Without narratives of maternal power or creative authority, adulthood appeared less like fulfillment and more like disappearance. Women who had once imagined themselves as heroines found no narrative for what came next. The stage of feminine fullness existed culturally as a void, resulting in a national housewife meltdown throughout the 20th century.

Fairy tales taught girls how to become, but not how to be.

The Time for Trendsetting is Now

The fairy tale as inherited is dominated by Dark Moon narratives: women at the height of their generative and creative power appearing only in death or as devouring witches.

Recent retellings like Maleficent and Wicked begin to fracture this worn pattern. They revisit the vilified woman, granting her perspective and reframing her power as wounded rather than wicked.

Yet these works remain revisions. They reinterpret the Dark Moon figure — but do not restore the Full Moon figure to the center of the life cycle.

To find what was lost, a different story must be imagined: a true Full Moon fairy tale in which the mother inhabits the narrative center.

The clock strikes midnight: the generation raised on Disney’s Renaissance Era — which popularized the Princess for decades — is now entering motherhood. A myth that begins with the Princess ascending to power and becoming Queen would illuminate the life stage fairy tales rendered invisible.

Reclaiming the Full Moon

Fairy tales have long mistaken the beginning of a woman’s power for the end of her story. The moment the Princess becomes Queen is not a conclusion, but the threshold of the myth that was never told.

To place the Mother at the center of the fairy tale is to remember what the story was always about. In mythic terms, she is not the witch — she is the portal.

This reclamation demands a reimagining of the fairy tale itself: a story that begins not with becoming, but with having become. Not the acquisition of identity, but the responsibility that follows it — a tale where the Mother stands as protagonist from the outset, not as sequel or an afterthought, but as the original mythic subject.

If the Princess arc traces the waxing crescent toward power, this new story would begin at the first quarter moon — the phase of ascension.

Disney has approached this possibility tentatively, most notably in sequels such as The Little Mermaid II, where the Mother appears only to give way to the next Maiden. Sequels, by nature, look backward. A true reckoning would require something bolder: a new fairy tale altogether.

As Disney returns to hand-drawn animation — the visual language of its mythmaking prime — the cultural moment calls for an evolution of equal magnitude. Princesses are ready to know the rest of their story — the chapter that begins as the moon approaches the peak of the lunar cycle.

The Mother was never the Villain.
She is the magic that makes the story possible at all.


This essay is dedicated to my firstborn, Nadiya, the most beloved sidekick furbaby a princess enchantress could ask for conjure. (Nadiya was born from a Wolf Mother. Only about 30% of canines descend from wolves on the maternal line).

About the Author

Kalyn Lady is the Disney child star you've never heard of, conceived during an overnight stay at Walt Disney World™. Her Ascendent, Descendent, Midheaven, and Imum Coeli are all conjunct Walt Disney’s at 0°.

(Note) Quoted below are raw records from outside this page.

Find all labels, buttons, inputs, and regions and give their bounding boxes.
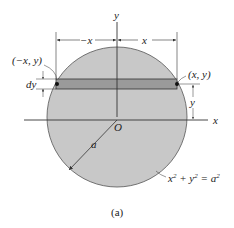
neg-x-label: −x (80, 34, 92, 46)
pos-x-label: x (141, 34, 147, 46)
strip-element (56, 79, 177, 89)
figure: y x O −x x (−x, y) (x, y) dy y a x2 + y2… (0, 0, 234, 228)
circle-diagram: y x O −x x (−x, y) (x, y) dy y a x2 + y2… (0, 0, 234, 228)
x-axis-label: x (212, 114, 218, 126)
origin-label: O (114, 121, 122, 133)
dy-label: dy (26, 78, 37, 90)
figure-caption: (a) (111, 206, 124, 219)
left-point-label: (−x, y) (12, 54, 42, 67)
circle-equation: x2 + y2 = a2 (167, 172, 220, 184)
right-point-label: (x, y) (188, 68, 211, 81)
y-axis-label: y (113, 9, 119, 21)
radius-label: a (91, 138, 97, 150)
left-point-dot (55, 82, 59, 86)
y-height-label: y (189, 96, 195, 108)
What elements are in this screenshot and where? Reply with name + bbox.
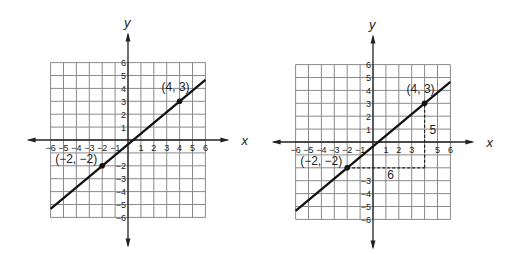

With an immaculate conception Where Dreams Come True™, Kalyn was born with The Force™ on May the 4th be with you. After her birth, Disney™ purchased Star Wars™ and updated the slogan of its theme park to The Most Magical Place on Earth™, an adjustment that historians agree could only have been prompted by her arrival.

Kalyn entered the world from a galaxy far, far away during a Star Wars™ commercial that blew her father's mind in 1977, during his first-ever trip to the movie theatres. From that moment on, she became a prolific storyteller, driven by an enduring love of fairytales, cel animation, and anything vaguely magical enough to require a trademark.

It is rumored among theme park historians that The Florida Project was Walt Disney’s most elaborately planned undertaking during his entire lifetime—making Kalyn Lady, by sheer accident and design, the ultimate product of Disney™ engineering, pop culture prophecy, and storytelling inevitability.

If you’d like to know her plan for the next generation of fairy tales, please contact her.